Mounds or ridges of sorted sand and gravel deposited by meltwater in hollows or as fans.

31
Q

What are Kettle Holes?

A

Small depressions or hollows formed by melting blocks of ice left in outwash plains.

32
Q

What is Laminar Flow?

A

The movement of glacier ice in parallel layers with minimal mixing, typical of slower, more stable ice flow.

33
Q

What are Loess (Aeolian Deposits)?

A

Wind-blown deposits of fine, silt-sized sediments, often derived from glacial outwash plains.

34
Q

What are Milankovitch Cycles?

A

The collective effects of changes in the Earth’s movements on its climate over thousands of years.

35
Q

What is a Moraine?

A

Accumulations of glacial till that have fallen onto the glacier surface or have been plucked and pushed along by the glacier as it moves.

36
Q

What is Névé?

A

Young, granular snow that has been partially melted, refrozen, and compacted.

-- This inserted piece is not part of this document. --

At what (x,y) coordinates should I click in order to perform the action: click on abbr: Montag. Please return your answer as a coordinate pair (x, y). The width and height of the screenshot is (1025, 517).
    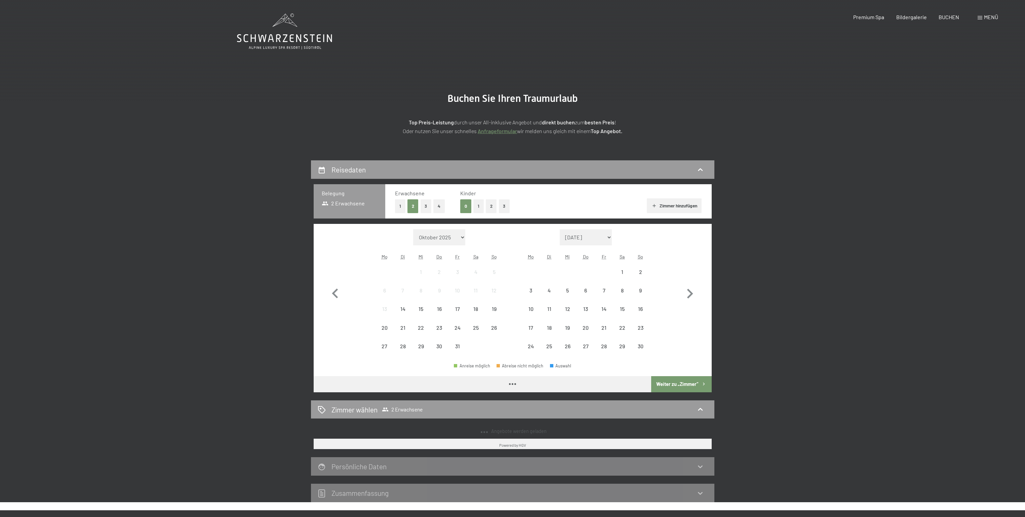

It forms the surface layer of a glacier.

37
Q

What are Nivation Hollows?

A

Depressions formed under patches of snow due to freeze-thaw and meltwater erosion.

38
Q

What are Overflow Channels?

A

Valleys formed when glacial lakes overflow, carving out new drainage paths.

39
Q

What is Permafrost?

A

Ground that remains completely frozen for at least two consecutive years.

40
Q

What is a Pingo?

A

Ice-cored hill formed by the freezing of water in the ground, pushing up the surface.

41
Q

What is Plucking?

A

A process of glacial erosion where meltwater freezes around rocks and pulls them away as the glacier moves.

42
Q

What are Positive Feedback Loops?

A

Processes that cause self-sustaining changes within the glacial system.

43
Q

What is the Pressure Melting Point?

A

The temperature at which ice melts under pressure, decreasing as pressure increases.

44
Q

What is a Pyramidal Peak?

A

A pointed mountain peak formed where three or more corries erode back towards each other.

45
Q

What are Regelation and Creep?

A

Regelation: The process where pressure causes ice to melt on the upstream side of an obstacle, then refreezes on the downstream side. Creep: The deformation of ice around obstacles under the glacier.

46
Q

What is a Ribbon Lake?

A

A long, narrow lake formed in a glacial trough where over-deepening has occurred.

47
Q

What is a Roche Moutonnée?

A

A rock formation created by glacial abrasion on the up-valley side and plucking on the down-valley side.

48
Q

What is a Sandur (Outwash Plain)?

A

Extensive flat areas of sediment deposited by meltwater streams in front of a glacier.

49
Q

What are Scablands?

A

Barren, rocky landscapes formed by meltwater floods eroding glacial sediments and bedrock.

50
Q

What is Slippage?

A

The movement of a glacier as the entire ice mass slides over the bedrock due to meltwater lubrication at the base.

51
Q

What is Solifluction?

A

The slow downslope flow of saturated soil over impermeable permafrost.

52
Q

What is Sporadic Permafrost?

A

Isolated pockets of permafrost found in otherwise thawed ground.

53
Q

What are Stone Stripes, Debris Fields?

A

Surface features formed by repeated freeze-thaw cycles breaking up and moving rocks.

54
Q

What are Striations?

A

Scratches or grooves etched into bedrock by rocks embedded in moving glacier ice.

55
Q

What is Sublimation?

A

When ice transitions directly from a solid state to a gas state without passing through the liquid state.

56
Q

What is a Truncated Spur?

A

Former interlocking spurs in a V shaped river valley that have been cut off and eroded away by a glacier.